Building consensus comes first.
Your client’s business may have only one name and brand, but it is far from being a simple system. It's a complex collection of people with different demands, desires, and opinions - many of which may conflict. If you got hired to successfully make changes to their business, all these people must work together.
Managing change comes second.
Getting everyone on the same page in only the first part of your challenge. Consultants must also help their clients change, and there are no clear instructions you can follow. It's the reason why not every expert does consulting - there's a huge difference between knowing what to do and actually doing it.

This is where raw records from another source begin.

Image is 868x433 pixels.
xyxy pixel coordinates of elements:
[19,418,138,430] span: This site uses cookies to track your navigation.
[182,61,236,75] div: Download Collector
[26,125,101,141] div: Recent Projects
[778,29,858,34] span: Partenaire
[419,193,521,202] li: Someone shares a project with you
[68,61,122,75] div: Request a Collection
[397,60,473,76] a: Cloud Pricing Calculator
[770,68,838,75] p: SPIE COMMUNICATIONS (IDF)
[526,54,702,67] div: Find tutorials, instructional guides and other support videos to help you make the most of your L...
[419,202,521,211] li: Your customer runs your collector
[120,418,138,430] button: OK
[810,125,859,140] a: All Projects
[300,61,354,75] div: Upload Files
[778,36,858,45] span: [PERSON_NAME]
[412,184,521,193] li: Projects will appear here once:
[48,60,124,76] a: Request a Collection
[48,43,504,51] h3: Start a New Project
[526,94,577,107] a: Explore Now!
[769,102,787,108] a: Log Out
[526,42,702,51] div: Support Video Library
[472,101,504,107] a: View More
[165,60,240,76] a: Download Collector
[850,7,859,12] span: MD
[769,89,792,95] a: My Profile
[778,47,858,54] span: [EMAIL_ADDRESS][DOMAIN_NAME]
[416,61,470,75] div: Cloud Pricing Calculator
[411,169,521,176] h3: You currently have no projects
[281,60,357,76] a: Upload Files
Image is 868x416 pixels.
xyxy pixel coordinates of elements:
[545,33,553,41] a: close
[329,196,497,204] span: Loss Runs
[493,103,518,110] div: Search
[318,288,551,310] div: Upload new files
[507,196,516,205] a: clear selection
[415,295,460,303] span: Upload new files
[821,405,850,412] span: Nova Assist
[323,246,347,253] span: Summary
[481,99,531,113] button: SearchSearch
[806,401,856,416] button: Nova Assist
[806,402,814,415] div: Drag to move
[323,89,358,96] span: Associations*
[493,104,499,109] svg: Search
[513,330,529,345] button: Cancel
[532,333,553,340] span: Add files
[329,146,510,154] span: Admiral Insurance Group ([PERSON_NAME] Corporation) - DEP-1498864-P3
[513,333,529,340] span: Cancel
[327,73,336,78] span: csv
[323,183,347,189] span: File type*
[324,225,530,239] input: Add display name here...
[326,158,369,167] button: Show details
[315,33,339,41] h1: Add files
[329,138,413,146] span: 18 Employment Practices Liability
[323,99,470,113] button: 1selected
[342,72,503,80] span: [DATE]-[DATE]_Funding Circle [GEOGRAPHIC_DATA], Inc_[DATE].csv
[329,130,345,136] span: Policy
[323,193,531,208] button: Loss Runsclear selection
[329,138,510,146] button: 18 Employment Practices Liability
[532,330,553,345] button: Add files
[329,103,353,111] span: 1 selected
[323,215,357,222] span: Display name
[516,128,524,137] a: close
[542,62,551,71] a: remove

When you sell your consulting services, you are, in a sense, asking your clients to choose between the red and the blue pills. They know that if they take the red pill, they will have to face the unknown and make the change that they couldn't achieve in the past. Every change comes with a risk of failure.
To sell the idea of exchanging the current thing for something better, you will need to:
- Ask difficult questions, and listen. The very best consultants aren’t afraid to ask the tough questions - in fact, that's how they become trusted advisors. Questioning the status quo, bringing outside perspective, and creating clarity means putting your clients' interests first.
- Help your client recognize the truth of their situations and visualize a better future. Acknowledge that this change will come with pain. But show that it will ultimately lead them to a better place.
- Identify those who oppose change and build internal teams that can sell them the need for change. You will need to provide these teams with powerful arguments, which means you have to identify the areas of conflict within the company and then build solutions that minimize the disagreements.